SAVING one refugee is humane: saving one million refugees is almost certainly not. Large numbers of refugees, or migrants not carefully chosen, can change the nature of the host country, to its detriment. If Australia were to consist of a mix of Iraqs, Irans, Afghanistans, Syrias, Somalias, it would no longer be Australia.
Refugee advocates can never summon the courage to answer the question of how many is too many. Instead, they hide behind the particular instance, always ignoring the big picture. Governments, on behalf of all Australians, cannot ignore the big picture. The morality of the few is not the same as the morality of the many.
An overly legalistic and generous refugee regime, detached from its consequences, makes Australia vulnerable to large numbers of refugees. The effect, if indeed not the object of refugee advocacy, is to disarm Australia. The law for one creates the problem for many. This is the nub of the issue, and politicians, not lawyers, have a responsibility to solve it.
It was, therefore, with some amusement that I listened last week to David Marr’s ABC FM Radio Classical interview with Renata Kaldor. Renata, along with her husband Andrew Kaldor, established last October the Centre for International Refugee Law at the University of New South Wales.
The centre’s founding director, professor Jane McAdam, is, we are informed, “one of the world’s leading international refugee law scholars”. She has said the centre aims to bring “a principled, human rights-based approach to the issue of refugee law and policy in Australia by feeding high-quality research into public policy debates and legislative reform”.
What principles, and more especially, what policies are these?
McAdam writes, “Relative to the rest of the world, Australia receives an extremely small proportion of asylum-seekers: only 2 per cent of the industrialised world.” So, it is a numbers game. What is better, 3 per cent, or 4 per cent? The law cannot determine that number. Human rights provide no guide: except apparently the more the merrier.
Refugees flee poor countries because they are at risk of death or serious harm. The reasons for their plight are many, but essentially, the people in these nations have not, and may never, arrive at the formula for governance that liberal democracies discovered in generations of painful struggle, starting with the English revolution of 1640 to 1660. Australia has, and more importantly Australians have, developed the habits of liberal democracy.
Australians do not tear themselves limb from limb, but graciously accede to an election loss and know that, in losing, rights to treatment under the law will be preserved. The same is not true in those nations, or bits of them, from which refugees flee.
Paul Collier’s fine study, Exodus: Immigration and Multiculturalism in the 21st Century, proves that the immigration from poor countries to rich is on the rise. The numbers of those who want to take the protections of the liberal nation state, but potentially forsake its disciplines, are also on the rise.
Collier’s thesis is that, left ungoverned, as has occurred in Europe, migration will accelerate and become excessive. This is why migration controls, far from being an “embarrassing vestige of nationalism and racism”, are important tools of social policy.
He asks “suppose that international migration would become sufficiently common as to dissolve the meaning of national identity”.
He makes plain what is obvious to almost all Australians, that a national identity and a clear set of rules that all citizens obey are the price of liberty. More powerfully, he argues, “nations are important and legitimate moral units”.
Immigration policy that is “less than an open door” is not mean spirited, and in a powerful rebuttal of our internationalist heroes, “nations are not selfish impediments to global citizenship”, they are the only way to provide public goods such as pensions and security. He comments on our boatpeople situation and makes the point that Australians have the right to restrict entry.
Diversity is beneficial, up to a point, and while globalisation should eventually lead to convergence in incomes between rich and poor nations, until that time the vulnerability to over-large migration flows is serious, for host nations and sending nations.
Permanently rising cultural diversity runs the risk of undermining mutual regard. Migrants hanging on to unacceptable practices that prevailed in their countries of origin at the time of migration may cause harm in the host nation.
Neither judges nor academic lawyers can determine how many immigrants-refugees are enough. Only the citizens, who have attained the habits of the liberal democracy, and who must live with the newcomers and indeed help their integration, can determine how many is enough.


Give the records again exactly. Pictures do not belong in the copy.

-------- SOURCE MATERIAL --------

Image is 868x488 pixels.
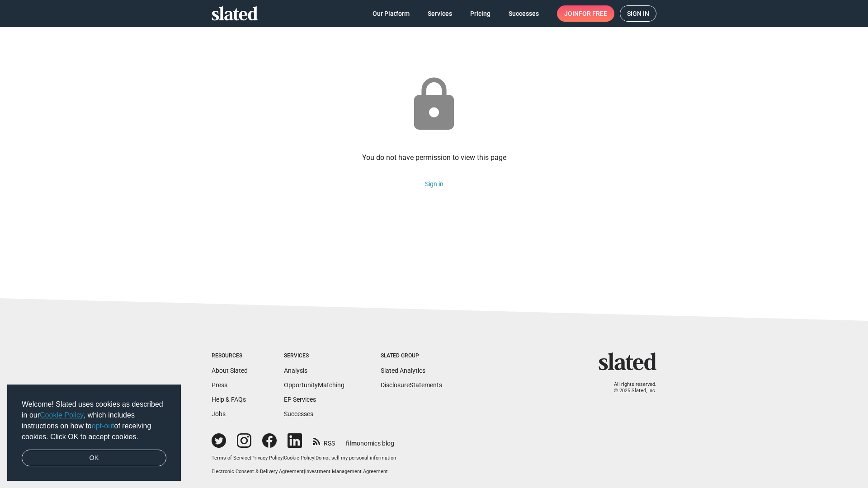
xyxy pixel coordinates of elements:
[509,5,539,22] span: Successes
[425,180,443,187] a: Sign in
[92,422,114,430] a: opt-out
[22,399,166,442] span: Welcome! Slated uses cookies as described in our , which includes instructions on how to of recei...
[620,5,656,22] a: Sign in
[284,410,314,418] a: Successes
[565,5,607,22] span: Join
[284,455,314,461] a: Cookie Policy
[381,367,426,374] a: Slated Analytics
[372,5,409,22] span: Our Platform
[420,5,459,22] a: Services
[284,396,316,403] a: EP Services
[284,352,344,360] div: Services
[212,352,248,360] div: Resources
[212,396,246,403] a: Help & FAQs
[313,434,335,448] a: RSS
[627,6,649,21] span: Sign in
[501,5,546,22] a: Successes
[282,455,284,461] span: |
[604,381,656,395] p: All rights reserved. © 2025 Slated, Inc.
[557,5,615,22] a: Joinfor free
[212,469,303,474] a: Electronic Consent & Delivery Agreement
[250,455,252,461] span: |
[381,381,442,389] a: DisclosureStatements
[404,75,464,135] mat-icon: lock
[252,455,282,461] a: Privacy Policy
[212,367,248,374] a: About Slated
[381,352,442,360] div: Slated Group
[314,455,315,461] span: |
[40,411,84,419] a: Cookie Policy
[315,455,396,462] button: Do not sell my personal information
[305,469,388,474] a: Investment Management Agreement
[463,5,498,22] a: Pricing
[212,410,225,418] a: Jobs
[212,381,227,389] a: Press
[284,367,308,374] a: Analysis
[8,385,181,481] div: cookieconsent
[428,5,452,22] span: Services
[212,455,250,461] a: Terms of Service
[362,152,506,162] div: You do not have permission to view this page
[579,5,607,22] span: for free
[346,432,394,448] a: filmonomics blog
[470,5,491,22] span: Pricing
[303,469,305,474] span: |
[22,450,166,467] a: dismiss cookie message
[346,440,357,446] span: film
[365,5,417,22] a: Our Platform
[284,381,344,389] a: OpportunityMatching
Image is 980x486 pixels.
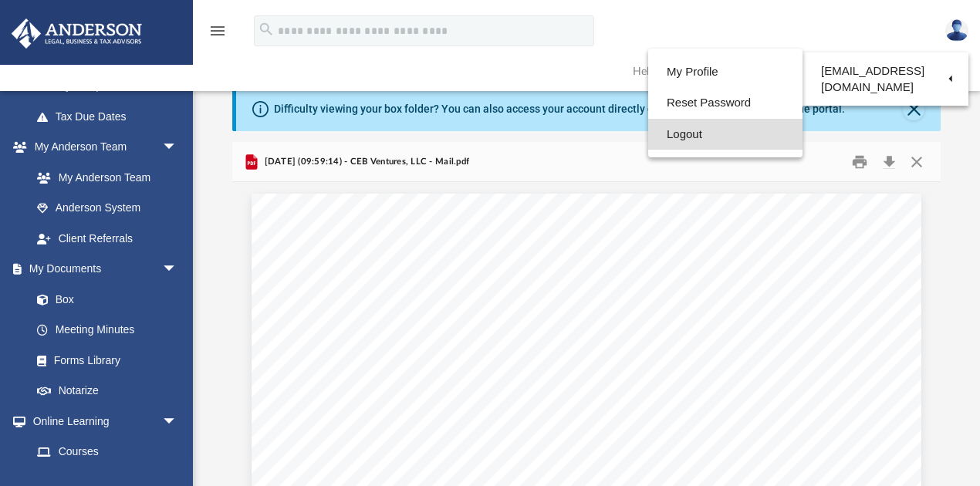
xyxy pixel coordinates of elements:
[845,150,876,173] button: Print
[274,101,845,117] div: Difficulty viewing your box folder? You can also access your account directly on outside of the p...
[22,101,201,131] a: Tax Due Dates
[162,405,193,437] span: arrow_drop_down
[208,29,226,40] a: menu
[22,193,193,224] a: Anderson System
[257,21,275,37] i: search
[22,436,193,467] a: Courses
[621,41,794,102] a: Help Center
[648,57,803,88] a: My Profile
[22,284,185,315] a: Box
[11,254,193,285] a: My Documentsarrow_drop_down
[803,57,968,102] a: [EMAIL_ADDRESS][DOMAIN_NAME]
[7,18,147,48] img: Anderson Advisors Platinum Portal
[22,315,193,345] a: Meeting Minutes
[648,87,803,119] a: Reset Password
[208,22,226,40] i: menu
[11,405,193,436] a: Online Learningarrow_drop_down
[903,150,930,173] button: Close
[261,155,469,169] span: [DATE] (09:59:14) - CEB Ventures, LLC - Mail.pdf
[903,99,924,121] button: Close
[648,119,803,151] a: Logout
[945,19,968,42] img: User Pic
[875,150,903,173] button: Download
[22,345,185,375] a: Forms Library
[22,223,193,254] a: Client Referrals
[22,162,185,193] a: My Anderson Team
[162,254,193,285] span: arrow_drop_down
[11,131,193,162] a: My Anderson Teamarrow_drop_down
[162,131,193,163] span: arrow_drop_down
[22,375,193,406] a: Notarize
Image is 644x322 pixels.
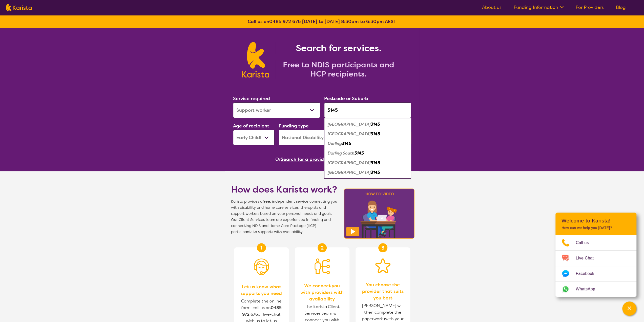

--------

- [RESULT OF THE EXERCISE]
Image is 868x488 pixels.
xyxy pixel coordinates of elements:
[509,5,539,22] span: Successes
[425,180,443,187] a: Sign in
[92,422,114,430] a: opt-out
[22,399,166,442] span: Welcome! Slated uses cookies as described in our , which includes instructions on how to of recei...
[620,5,656,22] a: Sign in
[284,410,314,418] a: Successes
[565,5,607,22] span: Join
[284,455,314,461] a: Cookie Policy
[381,367,426,374] a: Slated Analytics
[372,5,409,22] span: Our Platform
[420,5,459,22] a: Services
[284,396,316,403] a: EP Services
[284,352,344,360] div: Services
[212,352,248,360] div: Resources
[212,396,246,403] a: Help & FAQs
[313,434,335,448] a: RSS
[627,6,649,21] span: Sign in
[501,5,546,22] a: Successes
[282,455,284,461] span: |
[604,381,656,395] p: All rights reserved. © 2025 Slated, Inc.
[557,5,615,22] a: Joinfor free
[212,469,303,474] a: Electronic Consent & Delivery Agreement
[250,455,252,461] span: |
[381,381,442,389] a: DisclosureStatements
[404,75,464,135] mat-icon: lock
[252,455,282,461] a: Privacy Policy
[212,367,248,374] a: About Slated
[381,352,442,360] div: Slated Group
[314,455,315,461] span: |
[40,411,84,419] a: Cookie Policy
[315,455,396,462] button: Do not sell my personal information
[305,469,388,474] a: Investment Management Agreement
[463,5,498,22] a: Pricing
[212,410,225,418] a: Jobs
[212,381,227,389] a: Press
[284,367,308,374] a: Analysis
[8,385,181,481] div: cookieconsent
[428,5,452,22] span: Services
[212,455,250,461] a: Terms of Service
[362,152,506,162] div: You do not have permission to view this page
[579,5,607,22] span: for free
[346,432,394,448] a: filmonomics blog
[470,5,491,22] span: Pricing
[303,469,305,474] span: |
[22,450,166,467] a: dismiss cookie message
[346,440,357,446] span: film
[365,5,417,22] a: Our Platform
[284,381,344,389] a: OpportunityMatching
Image is 980x486 pixels.
xyxy pixel coordinates of elements:
[845,150,876,173] button: Print
[274,101,845,117] div: Difficulty viewing your box folder? You can also access your account directly on outside of the p...
[22,101,201,131] a: Tax Due Dates
[162,405,193,437] span: arrow_drop_down
[208,29,226,40] a: menu
[22,193,193,224] a: Anderson System
[257,21,275,37] i: search
[22,436,193,467] a: Courses
[621,41,794,102] a: Help Center
[648,57,803,88] a: My Profile
[22,284,185,315] a: Box
[11,254,193,285] a: My Documentsarrow_drop_down
[803,57,968,102] a: [EMAIL_ADDRESS][DOMAIN_NAME]
[7,18,147,48] img: Anderson Advisors Platinum Portal
[22,315,193,345] a: Meeting Minutes
[648,87,803,119] a: Reset Password
[208,22,226,40] i: menu
[11,405,193,436] a: Online Learningarrow_drop_down
[903,150,930,173] button: Close
[261,155,469,169] span: [DATE] (09:59:14) - CEB Ventures, LLC - Mail.pdf
[903,99,924,121] button: Close
[648,119,803,151] a: Logout
[945,19,968,42] img: User Pic
[875,150,903,173] button: Download
[22,345,185,375] a: Forms Library
[22,223,193,254] a: Client Referrals
[22,162,185,193] a: My Anderson Team
[162,254,193,285] span: arrow_drop_down
[11,131,193,162] a: My Anderson Teamarrow_drop_down
[162,131,193,163] span: arrow_drop_down
[22,375,193,406] a: Notarize
Image is 644x322 pixels.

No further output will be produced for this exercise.